ROCKVILLE – Montgomery County plans to boost its emergency preparedness by housing transportation management and emergency response centers in the same building.
The multimillion-dollar facility will also house a “war room” where dozens of representatives from county agencies can gather in a crisis, which could range from a terrorist attack to a chemical spill or major traffic disaster.
“Montgomery County will be one of the first places in the nation to link transportation and first-responders,” said Sen. Barbara Mikulski, D-Md., who announced an additional $1 million in federal funding for the project Tuesday. “So we’ll be ready for all challenges.”
Montgomery County Executive Douglas Duncan said the coordination that the center will provide is particularly important in the wake of Sept. 11.
“Integrating our emergency response operations will enhance the security of our citizens by improving information and response time for the county’s first responders,” Duncan said.
County Fire Administrator Gordon Aoyagi said he was “very excited” about the prospect of having 911 operators “sitting side-by-side” with traffic managers, allowing them to move traffic around a crisis or quickly get buses in to evacuate the scene.
“This would be faster, quicker and more effective,” Aoyagi said.
He said that Montgomery County would have the most advanced standing system in the nation, although Salt Lake City and Atlanta built similar facilities for the Olympics in those cities.
County officials said they have already started refurbishing a 50,000- square-foot building in Gaithersburg. County spokeswoman Esther Bowring said construction began last year with county funds.
Aoyagi said the first group to move to the new facility will be the Emergency Communications Center, the county’s permanent 911 dispatch service for police, fire and rescue crews.
Next will be the county’s Transportation Management Center, currently based in Rockville where it tracks the location of county buses and monitors traffic video from 1,000 cameras and from the air.
The war room, or Emergency Operations Center, will move in during the third phase of the project, which is scheduled to be completed toward the end of this year.
The $1 million announced Tuesday came from the federal transportation budget for fiscal 2002. The same bill contained an additional $2 million to expand and improve Intelligent Transportation System technology in the Washington region and throughout the state, Mikulski’s staff said.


**PROBLEM DETAILS:**
Restate the records in their entirety, word for word.

·····

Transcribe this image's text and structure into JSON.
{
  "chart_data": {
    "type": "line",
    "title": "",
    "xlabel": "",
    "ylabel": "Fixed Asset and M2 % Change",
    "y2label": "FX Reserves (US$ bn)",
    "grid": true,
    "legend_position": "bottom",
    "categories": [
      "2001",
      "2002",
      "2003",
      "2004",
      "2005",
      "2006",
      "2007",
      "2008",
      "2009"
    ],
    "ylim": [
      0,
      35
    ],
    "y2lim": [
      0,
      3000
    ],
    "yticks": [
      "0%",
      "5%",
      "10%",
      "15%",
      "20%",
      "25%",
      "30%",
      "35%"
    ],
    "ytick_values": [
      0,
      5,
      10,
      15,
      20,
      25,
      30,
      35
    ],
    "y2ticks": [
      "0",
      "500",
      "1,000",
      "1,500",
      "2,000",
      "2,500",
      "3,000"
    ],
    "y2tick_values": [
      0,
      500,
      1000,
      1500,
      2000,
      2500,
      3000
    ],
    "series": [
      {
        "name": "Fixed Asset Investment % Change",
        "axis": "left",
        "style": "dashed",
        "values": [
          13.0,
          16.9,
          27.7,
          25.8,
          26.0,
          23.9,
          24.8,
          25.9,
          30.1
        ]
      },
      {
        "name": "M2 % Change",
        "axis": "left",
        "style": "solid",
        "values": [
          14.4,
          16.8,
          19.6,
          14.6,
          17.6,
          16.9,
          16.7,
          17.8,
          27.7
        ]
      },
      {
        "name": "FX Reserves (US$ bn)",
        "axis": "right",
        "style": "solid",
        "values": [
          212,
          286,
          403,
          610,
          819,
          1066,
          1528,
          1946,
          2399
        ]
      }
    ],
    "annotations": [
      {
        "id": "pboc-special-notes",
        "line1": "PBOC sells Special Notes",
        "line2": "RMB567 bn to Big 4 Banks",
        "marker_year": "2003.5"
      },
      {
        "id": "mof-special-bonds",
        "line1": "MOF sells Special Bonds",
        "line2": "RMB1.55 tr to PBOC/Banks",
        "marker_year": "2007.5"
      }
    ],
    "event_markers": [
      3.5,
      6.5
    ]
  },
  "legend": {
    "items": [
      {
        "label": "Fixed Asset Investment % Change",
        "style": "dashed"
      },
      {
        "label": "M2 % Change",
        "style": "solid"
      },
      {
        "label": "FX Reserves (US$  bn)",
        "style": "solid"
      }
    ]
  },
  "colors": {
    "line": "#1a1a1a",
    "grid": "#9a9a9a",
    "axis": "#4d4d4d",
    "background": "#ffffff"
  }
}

·····

**FINISHED EXERCISE:**
Transcribe this image's text and structure into JSON.
{
  "chart_data": {
    "type": "line",
    "title": "",
    "xlabel": "",
    "ylabel": "Fixed Asset and M2 % Change",
    "y2label": "FX Reserves (US$ bn)",
    "grid": true,
    "legend_position": "bottom",
    "categories": [
      "2001",
      "2002",
      "2003",
      "2004",
      "2005",
      "2006",
      "2007",
      "2008",
      "2009"
    ],
    "ylim": [
      0,
      35
    ],
    "y2lim": [
      0,
      3000
    ],
    "yticks": [
      "0%",
      "5%",
      "10%",
      "15%",
      "20%",
      "25%",
      "30%",
      "35%"
    ],
    "ytick_values": [
      0,
      5,
      10,
      15,
      20,
      25,
      30,
      35
    ],
    "y2ticks": [
      "0",
      "500",
      "1,000",
      "1,500",
      "2,000",
      "2,500",
      "3,000"
    ],
    "y2tick_values": [
      0,
      500,
      1000,
      1500,
      2000,
      2500,
      3000
    ],
    "series": [
      {
        "name": "Fixed Asset Investment % Change",
        "axis": "left",
        "style": "dashed",
        "values": [
          13.0,
          16.9,
          27.7,
          25.8,
          26.0,
          23.9,
          24.8,
          25.9,
          30.1
        ]
      },
      {
        "name": "M2 % Change",
        "axis": "left",
        "style": "solid",
        "values": [
          14.4,
          16.8,
          19.6,
          14.6,
          17.6,
          16.9,
          16.7,
          17.8,
          27.7
        ]
      },
      {
        "name": "FX Reserves (US$ bn)",
        "axis": "right",
        "style": "solid",
        "values": [
          212,
          286,
          403,
          610,
          819,
          1066,
          1528,
          1946,
          2399
        ]
      }
    ],
    "annotations": [
      {
        "id": "pboc-special-notes",
        "line1": "PBOC sells Special Notes",
        "line2": "RMB567 bn to Big 4 Banks",
        "marker_year": "2003.5"
      },
      {
        "id": "mof-special-bonds",
        "line1": "MOF sells Special Bonds",
        "line2": "RMB1.55 tr to PBOC/Banks",
        "marker_year": "2007.5"
      }
    ],
    "event_markers": [
      3.5,
      6.5
    ]
  },
  "legend": {
    "items": [
      {
        "label": "Fixed Asset Investment % Change",
        "style": "dashed"
      },
      {
        "label": "M2 % Change",
        "style": "solid"
      },
      {
        "label": "FX Reserves (US$  bn)",
        "style": "solid"
      }
    ]
  },
  "colors": {
    "line": "#1a1a1a",
    "grid": "#9a9a9a",
    "axis": "#4d4d4d",
    "background": "#ffffff"
  }
}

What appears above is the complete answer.